Saturday, 2 October 2010


CHITTAGONG, Oct 01: The other day Satish Chakma was counting the sale proceeds from his vegetables sitting under a tree on the Laksmichhari Road, about 500 yards off the newly built Dhurang Bridge. He looked happy with the money he had earned.
"I have earned a good amount by selling my vegetables," he said with a burning Churut (a local brand of cigarette) in the right hand when asked why he was sitting alone in the evening."
"Our products bring money these days. We could not sell our vegetables so long. People in our locality produced different kinds of kitchen goods mostly for our own consumptions as there is no big market to sell them," he said adding they are producing more now and selling to the buyers from the town area.
Nur Mohammed, a vegetables vendor from Fatikchhari Bibirhat, said supply of greenstuffs is in abundance in the Fatikchhari-Laksmichhari border but they could not come here due to communication problem.
"For the last three months we have been selling goods at Bibirhat near Fatikchari upazila headquarter and also in the town area. We often cross the Dhurang Bridge to get vegetables in good volume and take them to the city's Bahaddarhat and Reazuddin Bazar by mini trucks," Nur said.
Sawdagars (wholesalers) from the city sometimes visit the greenstuffs-rich area to make sales contract with the farmers directly, he said.
Both Chakma and Nur said the newly built bridge on the Dhurang Khal has paved way for them to earn their livelihood, which was their long cherished desire.
"It was our long dream that one day we could cross the Dhurang canal by motorized vehicles," Nur stated.

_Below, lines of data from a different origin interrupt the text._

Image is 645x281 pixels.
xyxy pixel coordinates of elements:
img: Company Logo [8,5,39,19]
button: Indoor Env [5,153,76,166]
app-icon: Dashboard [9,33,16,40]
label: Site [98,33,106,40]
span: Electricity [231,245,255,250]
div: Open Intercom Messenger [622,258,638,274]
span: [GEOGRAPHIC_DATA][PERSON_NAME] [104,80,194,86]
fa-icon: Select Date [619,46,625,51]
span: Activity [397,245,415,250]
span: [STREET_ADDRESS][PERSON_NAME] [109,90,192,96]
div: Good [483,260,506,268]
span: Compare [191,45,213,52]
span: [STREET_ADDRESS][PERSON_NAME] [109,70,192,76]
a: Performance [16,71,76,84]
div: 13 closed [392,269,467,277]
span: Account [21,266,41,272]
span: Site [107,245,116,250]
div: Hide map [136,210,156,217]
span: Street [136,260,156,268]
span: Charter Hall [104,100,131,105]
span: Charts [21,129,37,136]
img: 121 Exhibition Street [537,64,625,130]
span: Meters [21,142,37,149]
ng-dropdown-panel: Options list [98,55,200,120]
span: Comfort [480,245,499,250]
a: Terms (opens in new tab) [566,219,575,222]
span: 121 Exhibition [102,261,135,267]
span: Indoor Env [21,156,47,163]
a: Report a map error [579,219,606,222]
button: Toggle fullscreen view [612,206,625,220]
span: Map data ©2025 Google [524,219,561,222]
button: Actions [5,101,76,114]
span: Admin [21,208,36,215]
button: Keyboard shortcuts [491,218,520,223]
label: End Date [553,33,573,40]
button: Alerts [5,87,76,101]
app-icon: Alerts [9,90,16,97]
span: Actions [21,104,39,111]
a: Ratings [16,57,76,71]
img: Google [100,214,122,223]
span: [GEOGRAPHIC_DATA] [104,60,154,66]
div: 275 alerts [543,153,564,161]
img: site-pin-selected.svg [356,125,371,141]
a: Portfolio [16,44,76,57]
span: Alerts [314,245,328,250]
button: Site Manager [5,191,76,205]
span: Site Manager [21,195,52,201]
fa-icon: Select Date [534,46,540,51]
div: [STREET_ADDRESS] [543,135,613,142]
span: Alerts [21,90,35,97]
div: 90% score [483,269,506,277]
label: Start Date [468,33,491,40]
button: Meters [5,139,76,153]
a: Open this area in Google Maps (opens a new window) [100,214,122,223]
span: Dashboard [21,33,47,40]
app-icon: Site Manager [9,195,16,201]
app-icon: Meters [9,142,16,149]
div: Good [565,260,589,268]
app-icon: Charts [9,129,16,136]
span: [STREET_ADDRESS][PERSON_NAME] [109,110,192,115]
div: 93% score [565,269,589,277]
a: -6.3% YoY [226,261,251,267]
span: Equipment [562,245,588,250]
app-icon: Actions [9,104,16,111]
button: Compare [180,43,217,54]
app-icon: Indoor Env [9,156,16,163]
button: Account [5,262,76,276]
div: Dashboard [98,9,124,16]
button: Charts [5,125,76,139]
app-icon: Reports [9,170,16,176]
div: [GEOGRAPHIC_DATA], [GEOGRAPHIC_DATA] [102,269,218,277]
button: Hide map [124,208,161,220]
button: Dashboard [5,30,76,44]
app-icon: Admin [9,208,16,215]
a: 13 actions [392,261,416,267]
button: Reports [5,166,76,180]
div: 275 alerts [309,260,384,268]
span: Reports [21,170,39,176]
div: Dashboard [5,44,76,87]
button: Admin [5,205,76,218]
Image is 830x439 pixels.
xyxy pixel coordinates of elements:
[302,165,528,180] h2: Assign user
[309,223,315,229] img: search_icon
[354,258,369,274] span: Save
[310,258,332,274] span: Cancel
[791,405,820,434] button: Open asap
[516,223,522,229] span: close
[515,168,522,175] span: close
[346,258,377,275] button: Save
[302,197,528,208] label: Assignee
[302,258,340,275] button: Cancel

For the last three months mini trucks, vans, taxies and even cars have been plying across the bridge to the hill district of Rangamati with people and goods, day in, day out.
Md Selim Chowdhury from Kanchannagar village of Fatikchhari told the FE the bridge has opened up new vistas for booming up rural economy apart from linking the two remote upazilas: Fatikchhari of Chittagong and Laksmichhari of Rangamati.

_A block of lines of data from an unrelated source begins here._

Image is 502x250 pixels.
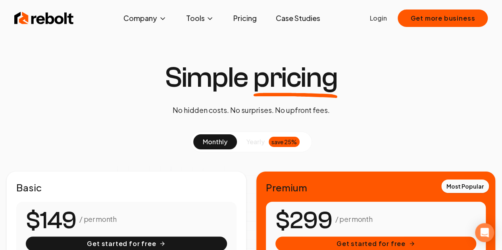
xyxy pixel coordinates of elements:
[475,223,494,242] div: Open Intercom Messenger
[369,13,386,23] a: Login
[266,181,486,194] h2: Premium
[335,214,372,225] p: / per month
[179,10,220,26] button: Tools
[165,63,337,92] h1: Simple
[203,138,227,146] span: monthly
[16,181,236,194] h2: Basic
[398,10,488,27] button: Get more business
[193,135,237,150] button: monthly
[117,10,173,26] button: Company
[79,214,116,225] p: / per month
[269,10,326,26] a: Case Studies
[253,63,337,92] span: pricing
[269,137,300,147] div: save 25%
[26,203,76,239] number-flow-react: $149
[237,135,309,150] button: yearlysave 25%
[275,203,332,239] number-flow-react: $299
[172,105,329,116] p: No hidden costs. No surprises. No upfront fees.
[246,137,265,147] span: yearly
[14,10,74,26] img: Rebolt Logo
[227,10,263,26] a: Pricing
[441,180,489,193] div: Most Popular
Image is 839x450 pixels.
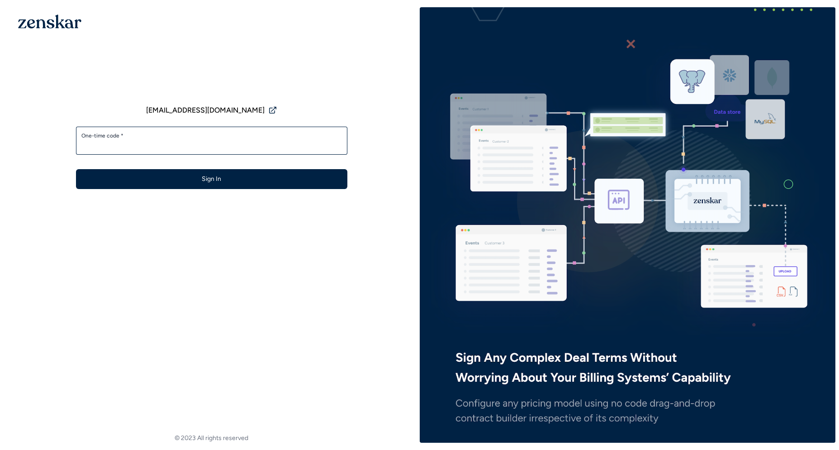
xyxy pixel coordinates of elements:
img: 1OGAJ2xQqyY4LXKgY66KYq0eOWRCkrZdAb3gUhuVAqdWPZE9SRJmCz+oDMSn4zDLXe31Ii730ItAGKgCKgCCgCikA4Av8PJUP... [18,14,81,28]
footer: © 2023 All rights reserved [4,434,420,443]
button: Sign In [76,169,347,189]
span: [EMAIL_ADDRESS][DOMAIN_NAME] [146,105,265,116]
label: One-time code * [81,132,342,139]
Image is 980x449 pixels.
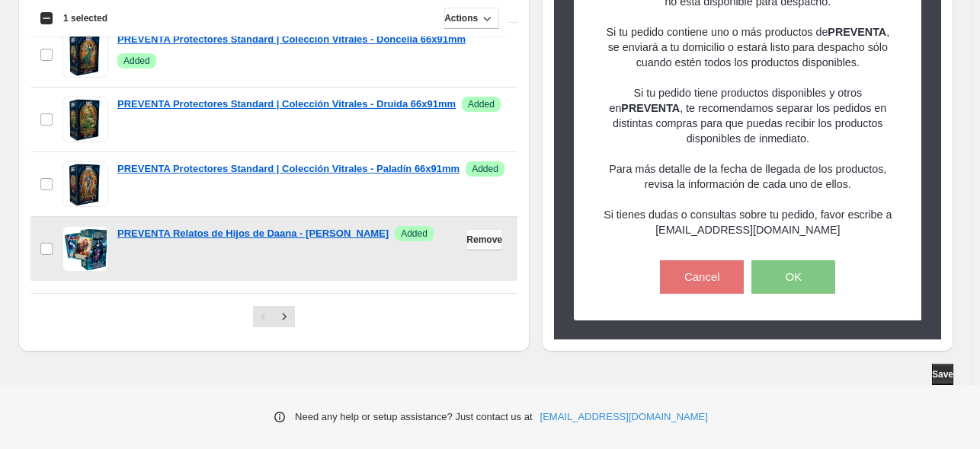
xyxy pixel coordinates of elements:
strong: PREVENTA [621,102,680,113]
span: Added [401,228,427,240]
span: Remove [466,234,502,246]
span: Actions [444,12,478,25]
button: Actions [444,8,499,29]
button: Next [273,306,295,328]
span: Added [124,55,150,67]
span: Added [468,98,494,110]
a: PREVENTA Relatos de Hijos de Daana - [PERSON_NAME] [118,226,388,241]
span: Save [932,369,953,381]
button: Save [932,364,953,385]
a: [EMAIL_ADDRESS][DOMAIN_NAME] [540,410,708,425]
span: Added [471,163,499,175]
a: PREVENTA Protectores Standard | Colección Vitrales - Doncella 66x91mm [118,32,466,47]
img: PREVENTA Relatos de Hijos de Daana - Luz Esmeralda [63,226,108,272]
img: PREVENTA Protectores Standard | Colección Vitrales - Druida 66x91mm [63,96,108,142]
nav: Pagination [253,306,295,328]
strong: PREVENTA [828,25,886,37]
a: PREVENTA Protectores Standard | Colección Vitrales - Paladín 66x91mm [118,162,460,177]
button: Remove [466,229,502,251]
img: PREVENTA Protectores Standard | Colección Vitrales - Paladín 66x91mm [63,162,108,207]
a: PREVENTA Protectores Standard | Colección Vitrales - Druida 66x91mm [118,96,456,112]
button: Cancel [660,260,744,293]
button: OK [752,260,835,293]
span: 1 selected [64,12,108,25]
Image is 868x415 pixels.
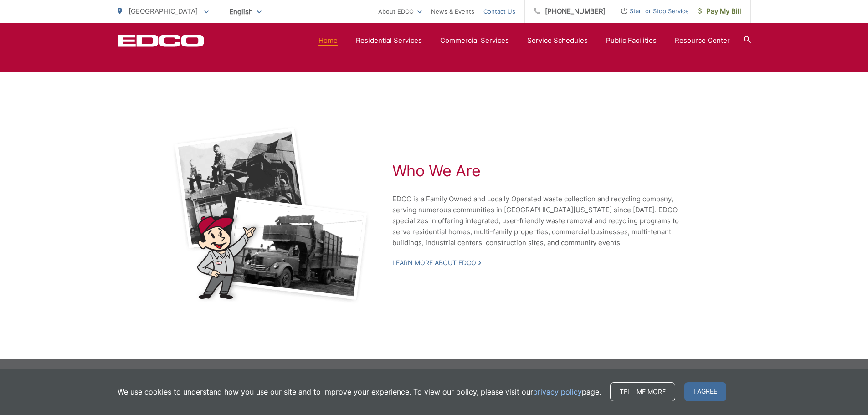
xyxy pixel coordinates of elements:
[222,4,268,19] span: English
[392,258,481,267] a: Learn More About EDCO
[440,35,509,46] a: Commercial Services
[684,382,726,401] span: I agree
[527,35,587,46] a: Service Schedules
[533,386,582,397] a: privacy policy
[392,162,697,180] h2: Who We Are
[117,35,204,47] a: EDCD logo. Return to the homepage.
[431,6,474,17] a: News & Events
[675,35,729,46] a: Resource Center
[392,193,697,248] p: EDCO is a Family Owned and Locally Operated waste collection and recycling company, serving numer...
[355,35,422,46] a: Residential Services
[378,6,422,17] a: About EDCO
[128,7,197,15] span: [GEOGRAPHIC_DATA]
[606,35,656,46] a: Public Facilities
[610,382,675,401] a: Tell me more
[698,6,741,17] span: Pay My Bill
[172,126,369,304] img: Black and white photos of early garbage trucks
[117,386,601,397] p: We use cookies to understand how you use our site and to improve your experience. To view our pol...
[318,35,338,46] a: Home
[483,6,515,17] a: Contact Us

The 126-metre RCC-bridge on Dhurang Khal was constructed recently at the cost of Tk 38.8 million funded by the local government engineering department (LGED) under LGRD ministry at the initiative of advisor of the former caretaker government M Anwarul Iqbal.
The advantage of the bridge is that the people from both sides of the two districts now feel safe and relieved as the once notorious criminal gangs have fled away from the dense forest because members of the Laksmichhari army camp have beefed up patrol in hunt for them across the bridge by their vehicles.
The camp now is hardly 50 metres off the bridge that has connected Engineer Farhad Chowdhury and Laksmichari Road via Dhurang union council.